Toronto Settles Pension Dispute

Four retired professors have scored a precedent-setting victory by obtaining a settlement of their equity claim against the University of Toronto. While terms of the settlement remain confidential, about 60 retired female professors, who were excluded from the university's 1989 faculty salary review process, will receive compensation.

In a lawsuit brought last year, Ursula Franklin, Phyllis Grosskurth, Blanche van Ginkel and Cicely Watson claimed the university had been unjustly enriched from decades of paying women less than men.

Franklin, a distinguished science scholar and recipient of the Pearson Peace Medal, said the settlement is welcome.

The mediated settlement, she said, will "benefit more people than would have been possible through the court case. It also ensures the retired women will immediately benefit, which is especially important as many of them are in their 80s and 90s."

She said one important aspect of the settlement is that it simplifies procedures for the claimants.

"People will not have to go searching through 50 years of paperwork, or be excluded because they have moved into a small apartment and thrown out all their old records," Franklin said.

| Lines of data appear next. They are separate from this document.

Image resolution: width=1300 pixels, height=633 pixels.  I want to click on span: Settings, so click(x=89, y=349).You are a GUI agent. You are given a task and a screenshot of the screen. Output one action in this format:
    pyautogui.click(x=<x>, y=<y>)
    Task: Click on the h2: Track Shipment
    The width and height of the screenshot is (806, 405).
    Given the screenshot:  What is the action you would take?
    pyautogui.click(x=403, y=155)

Compensation was not the only redress the retirees sought in their action. In settling, the four women asked for and received acknowledgement that systematic discrimination took place.

In a release issued April 19, the university's vice-provost, Vivek Goel, said the university "had failed to achieve fairness in ensuring that all faculty members of similar accomplishment and seniority within the same discipline received similar compensation."

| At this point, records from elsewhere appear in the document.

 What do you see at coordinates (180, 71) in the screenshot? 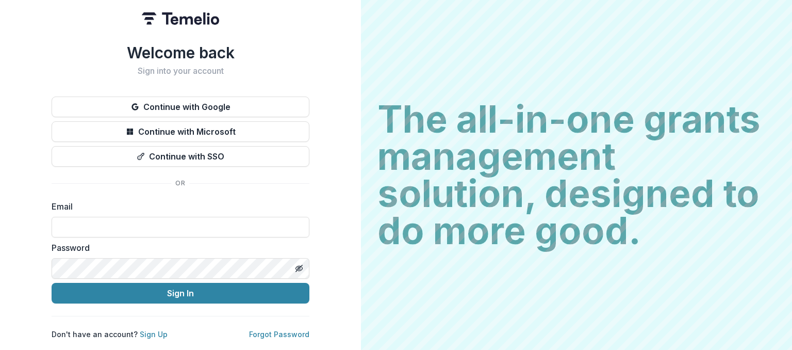
I see `h2: Sign into your account` at bounding box center [180, 71].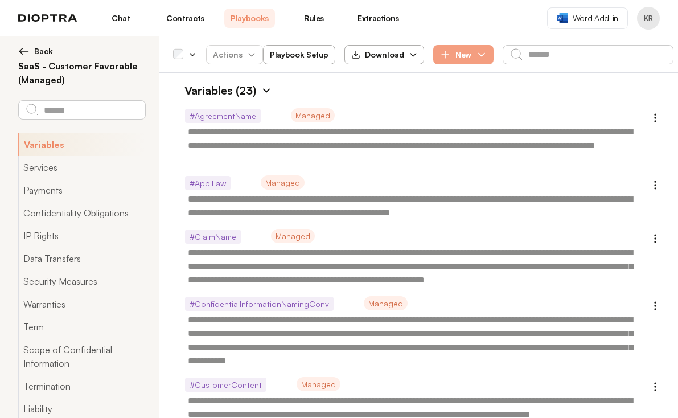  I want to click on img: Expand, so click(267, 91).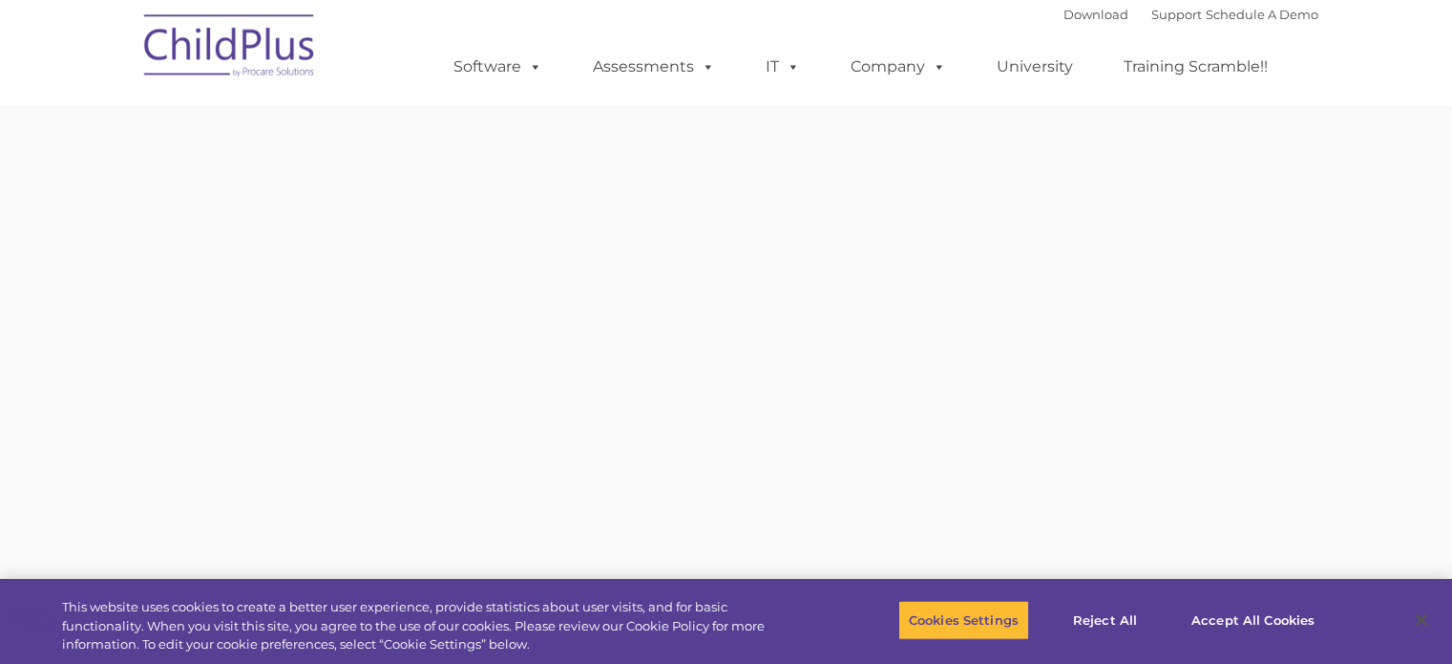  What do you see at coordinates (1253, 620) in the screenshot?
I see `button: Accept All Cookies` at bounding box center [1253, 620].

Franklin said the most important gain is in the principle.

"It is not the optimum, but we felt it was an honorable settlement," Franklin said.

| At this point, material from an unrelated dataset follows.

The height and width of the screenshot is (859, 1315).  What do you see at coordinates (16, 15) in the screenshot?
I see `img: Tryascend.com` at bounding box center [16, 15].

She also said the whole process took more than 16 months and she's immensely relieved that it's over. "It is not a pastime I recommend."

She said she hopes the settlement will help other women to obtain fair compensation without going through such an arduous process.

Toronto lawyer Mary Eberts, who acted for the women, said their victory creates an important precedent. "Now it's really up to other women to make it a good precedent by bringing their cases forward."

According to sociologist Helen Breslauer, who testified as an expert witness in the case, statistics show that female academics across Canada have consistently been underpaid.

CAUT is asking local faculty associations and individual affiliated members to support the historic efforts of these four retired faculty members by sending a donation to their legal fund. Donations should be sent to legal counsel Mary Eberts of the law firm Eberts, Symes Street & Corbett, 133 Lowther Avenue, Toronto, ON M5R 1E4. Cheques should be made payable to "Law Office of Mary Eberts, in trust."